Fronting
An arrangement where a licensed carrier issues a policy but cedes most or all of the risk to another entity, typically a captive or reinsurer.
What It Is
Fronting is an arrangement where a licensed, admitted insurance carrier (the fronting carrier) issues a policy in its own name but cedes substantially all of the risk, typically 90-100%, to another entity such as a captive insurance company, a risk retention group, or an unauthorized reinsurer. The fronting carrier provides its paper (policy form and financial ratings) and regulatory licenses in exchange for a fronting fee, typically 5-15% of premium.
Fronting is commonly used in several scenarios: captive insurance programs where the parent company's captive is not licensed in all required states, large corporations that want to self-insure but need admitted paper for workers compensation or auto liability certificates, international programs where a local carrier issues policies to meet local regulatory requirements, and managing general agents (MGAs) that underwrite on behalf of a carrier.
The fronting carrier remains legally responsible for all claims under the fronted policy, regardless of the reinsurance arrangement with the assuming entity. If the reinsurer or captive fails, the fronting carrier must pay all claims and cannot pass the loss through to the insured. This contingent liability is the primary risk of fronting and is why fronting carriers carefully evaluate the financial strength of assuming entities.
Why It Matters for Brokers
Brokers encounter fronting arrangements when working with captive programs, large accounts with self-insurance structures, and certain specialty markets. Understanding fronting helps brokers explain to clients why a familiar carrier name appears on the policy even though the actual risk is held by a captive or other entity. It also helps brokers evaluate the true financial security backing the policy.
Real-World Example
A construction company with $5M in workers comp premium establishes a captive in Vermont. The captive is not licensed to write WC in the 12 states where the company operates. A fronting carrier issues WC policies in all 12 states and cedes 95% of the premium and risk to the captive. The fronting fee is 8% of premium ($400,000). The construction company's captive retains the underwriting profit or loss, with the fronting carrier holding only a 5% retained risk plus collateral from the captive.
Common Mistakes
- 1Assuming the fronting carrier bears the primary risk when the actual risk is held by the assuming entity, which may have different financial strength.
- 2Not verifying the collateral arrangements between the fronting carrier and the assuming entity, which protect the fronting carrier if the assuming entity fails.
How brokerageaudit.com Handles This
brokerageaudit.com identifies fronted policies in the system based on carrier and program structure, noting the underlying assuming entity. The system displays both the fronting carrier's rating and, where available, the assuming entity's financial information, giving brokers a complete picture of the financial security chain.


◆ **WHAT IS NEEDED**
Restate the records below word for word, and omit the images they hold.

◆ **PROVIDED INFORMATION**
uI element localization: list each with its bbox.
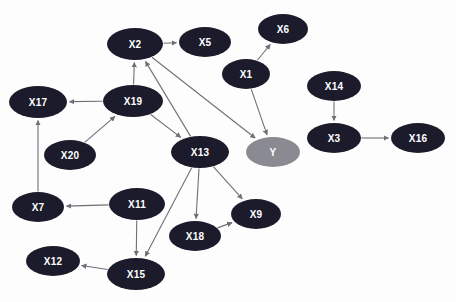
graph-edge [82,265,108,269]
node-shape [44,140,96,170]
node-shape [222,59,270,89]
graph-node-x12[interactable]: X12 [26,246,80,276]
graph-edge [66,205,108,206]
node-shape [258,14,308,44]
graph-node-y[interactable]: Y [246,137,300,167]
node-shape [307,71,361,101]
graph-node-x18[interactable]: X18 [169,221,221,251]
node-shape [391,123,445,153]
node-shape [171,136,229,168]
graph-node-x14[interactable]: X14 [307,71,361,101]
node-shape [231,199,281,229]
graph-node-x17[interactable]: X17 [9,86,67,118]
node-shape [307,123,361,153]
graph-node-x5[interactable]: X5 [179,27,231,57]
graph-node-x16[interactable]: X16 [391,123,445,153]
graph-node-x9[interactable]: X9 [231,199,281,229]
node-shape [9,86,67,118]
node-shape [246,137,300,167]
graph-node-x3[interactable]: X3 [307,123,361,153]
graph-edge [213,167,242,199]
graph-svg: X2X5X6X1X17X19X14X3X16X20X13YX7X11X18X9X… [0,0,456,302]
graph-node-x11[interactable]: X11 [109,188,165,220]
node-shape [12,192,64,222]
graph-edge [257,45,270,61]
node-shape [179,27,231,57]
nodes-layer: X2X5X6X1X17X19X14X3X16X20X13YX7X11X18X9X… [9,14,445,290]
graph-node-x15[interactable]: X15 [107,258,165,290]
graph-node-x1[interactable]: X1 [222,59,270,89]
graph-node-x20[interactable]: X20 [44,140,96,170]
graph-edge [218,223,233,228]
graph-node-x2[interactable]: X2 [107,28,163,60]
node-shape [107,258,165,290]
node-shape [26,246,80,276]
graph-canvas: X2X5X6X1X17X19X14X3X16X20X13YX7X11X18X9X… [0,0,456,302]
graph-node-x13[interactable]: X13 [171,136,229,168]
node-shape [107,28,163,60]
graph-edge [151,114,181,137]
node-shape [169,221,221,251]
node-shape [103,85,163,117]
graph-edge [251,89,267,135]
node-shape [109,188,165,220]
graph-edge [196,168,199,218]
graph-node-x7[interactable]: X7 [12,192,64,222]
graph-node-x6[interactable]: X6 [258,14,308,44]
graph-node-x19[interactable]: X19 [103,85,163,117]
graph-edge [85,116,115,142]
graph-edge [134,63,135,85]
graph-edge [136,221,137,256]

◆ **ANSWER BOX**
uI element localization: list each with its bbox.
graph-edge [82,265,108,269]
node-shape [44,140,96,170]
node-shape [222,59,270,89]
graph-node-x12[interactable]: X12 [26,246,80,276]
graph-edge [66,205,108,206]
node-shape [258,14,308,44]
graph-node-y[interactable]: Y [246,137,300,167]
node-shape [307,71,361,101]
graph-node-x18[interactable]: X18 [169,221,221,251]
node-shape [391,123,445,153]
node-shape [171,136,229,168]
graph-node-x14[interactable]: X14 [307,71,361,101]
node-shape [231,199,281,229]
graph-node-x17[interactable]: X17 [9,86,67,118]
node-shape [307,123,361,153]
graph-node-x5[interactable]: X5 [179,27,231,57]
graph-node-x16[interactable]: X16 [391,123,445,153]
graph-node-x9[interactable]: X9 [231,199,281,229]
node-shape [9,86,67,118]
node-shape [246,137,300,167]
graph-node-x3[interactable]: X3 [307,123,361,153]
graph-edge [213,167,242,199]
graph-svg: X2X5X6X1X17X19X14X3X16X20X13YX7X11X18X9X… [0,0,456,302]
graph-node-x11[interactable]: X11 [109,188,165,220]
node-shape [12,192,64,222]
graph-edge [257,45,270,61]
node-shape [179,27,231,57]
nodes-layer: X2X5X6X1X17X19X14X3X16X20X13YX7X11X18X9X… [9,14,445,290]
graph-node-x15[interactable]: X15 [107,258,165,290]
graph-node-x1[interactable]: X1 [222,59,270,89]
graph-node-x20[interactable]: X20 [44,140,96,170]
graph-edge [218,223,233,228]
graph-node-x2[interactable]: X2 [107,28,163,60]
node-shape [107,258,165,290]
node-shape [26,246,80,276]
graph-canvas: X2X5X6X1X17X19X14X3X16X20X13YX7X11X18X9X… [0,0,456,302]
graph-node-x13[interactable]: X13 [171,136,229,168]
node-shape [107,28,163,60]
graph-edge [151,114,181,137]
node-shape [169,221,221,251]
node-shape [103,85,163,117]
graph-edge [251,89,267,135]
node-shape [109,188,165,220]
graph-edge [196,168,199,218]
graph-node-x7[interactable]: X7 [12,192,64,222]
graph-node-x6[interactable]: X6 [258,14,308,44]
graph-node-x19[interactable]: X19 [103,85,163,117]
graph-edge [85,116,115,142]
graph-edge [134,63,135,85]
graph-edge [136,221,137,256]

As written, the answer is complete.